Are the Gulf States Replacing China?

It would be a mistake to frame the Gulf simply as Beijing’s successor in the Global South. China still dominates when it comes to large-scale infrastructure finance and trade volumes. Western institutions still shape the rules of sovereign debt workouts, credit ratings and regulatory standards. What has changed is that the decision set for finance ministers and central bankers is no longer binary.

Instead of choosing between an IMF programme and a Chinese loan, many governments now craft a mosaic: a bit of IMF, some bond issuance, a Gulf deposit, and perhaps a port or telecom deal with Abu Dhabi or Riyadh. The world of development finance has become triangular rather than bipolar. In that triangle, the Gulf corner is distinctive because it combines deep liquidity, political discretion and a willingness to act quickly in crisis.

The Limits of Gulf Power

For all its new reach, Gulf financial power faces constraints. The first is cyclical: much of the capital deployed by Saudi Arabia and the UAE ultimately derives from hydrocarbon revenues. In a prolonged period of low oil prices or rapid decarbonisation, the fiscal space for large external bets would narrow.

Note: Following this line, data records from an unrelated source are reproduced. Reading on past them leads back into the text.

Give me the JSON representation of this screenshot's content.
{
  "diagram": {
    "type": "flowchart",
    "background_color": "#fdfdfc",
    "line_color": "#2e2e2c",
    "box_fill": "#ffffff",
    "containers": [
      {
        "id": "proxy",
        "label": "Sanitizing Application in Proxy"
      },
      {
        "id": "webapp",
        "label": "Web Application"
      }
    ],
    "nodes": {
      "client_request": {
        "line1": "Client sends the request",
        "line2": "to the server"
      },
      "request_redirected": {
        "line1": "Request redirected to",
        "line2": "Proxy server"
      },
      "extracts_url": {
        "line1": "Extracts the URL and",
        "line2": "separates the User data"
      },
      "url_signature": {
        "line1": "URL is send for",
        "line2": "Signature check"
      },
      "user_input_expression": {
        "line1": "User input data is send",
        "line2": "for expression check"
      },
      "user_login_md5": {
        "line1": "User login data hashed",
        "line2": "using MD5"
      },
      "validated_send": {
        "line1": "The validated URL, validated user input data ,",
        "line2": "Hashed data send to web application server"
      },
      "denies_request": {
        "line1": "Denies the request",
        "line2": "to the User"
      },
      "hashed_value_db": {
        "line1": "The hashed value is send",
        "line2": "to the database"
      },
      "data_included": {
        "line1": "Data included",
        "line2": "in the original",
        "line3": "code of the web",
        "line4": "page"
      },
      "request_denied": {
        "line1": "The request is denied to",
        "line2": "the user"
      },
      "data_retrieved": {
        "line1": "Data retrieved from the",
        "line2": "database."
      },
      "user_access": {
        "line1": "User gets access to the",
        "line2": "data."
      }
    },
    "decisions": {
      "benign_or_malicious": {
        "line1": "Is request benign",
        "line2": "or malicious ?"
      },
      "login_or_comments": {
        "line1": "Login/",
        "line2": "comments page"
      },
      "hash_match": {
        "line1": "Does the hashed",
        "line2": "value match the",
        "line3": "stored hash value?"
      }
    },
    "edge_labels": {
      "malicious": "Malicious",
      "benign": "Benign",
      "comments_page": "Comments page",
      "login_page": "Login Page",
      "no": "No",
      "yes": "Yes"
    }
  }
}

The second is political: many Gulf deals are elite-to-elite arrangements, negotiated behind closed doors. That secrecy may be efficient in the short run but risks domestic backlash in partner countries if citizens perceive assets as being sold cheaply or sovereignty as being diluted.

The third constraint is developmental. Gulf sovereign funds are sophisticated investors, but they are not development banks. They can stabilise, recapitalise and modernise specific assets. They are less equipped to overhaul entire public sectors, build institutions or accompany complex social reforms. In that sense, they can complement, but not fully substitute, traditional development actors.

A New Financial Order, Without a Manifesto

Perhaps the most striking feature of the Gulf’s rise is its lack of fanfare. There is no single grand initiative, no branded doctrine equivalent to Belt and Road, no strongly articulated alternative to Western conditionality. Instead, there is a steady accumulation of positions: in ports, banks, telecoms, power plants, sovereign bonds and central-bank balance sheets. For many countries in Africa and Asia, it has already become normal to have a Gulf actor on the cap table, in the data room or at the negotiating table.

The result is a quiet but profound shift. The financial architecture of the Global South is no longer written only in Washington and Beijing. It is increasingly edited in Riyadh and Abu Dhabi — in investment committee meetings, in decisions to roll over a deposit or underwrite an issuance, and in the strategic choices about where Gulf capital will next choose to land.

Editorial note: This investigation focuses on patterns of capital flows, instruments and incentives rather than individual deal gossip. It draws on sovereign wealth fund disclosures, IMF and central-bank reports, bond market data and independent analyses of Gulf investment strategies across Africa and Asia through 2024–2025. Figures are indicative ranges based on those sources; interpretations are The Meridian’s.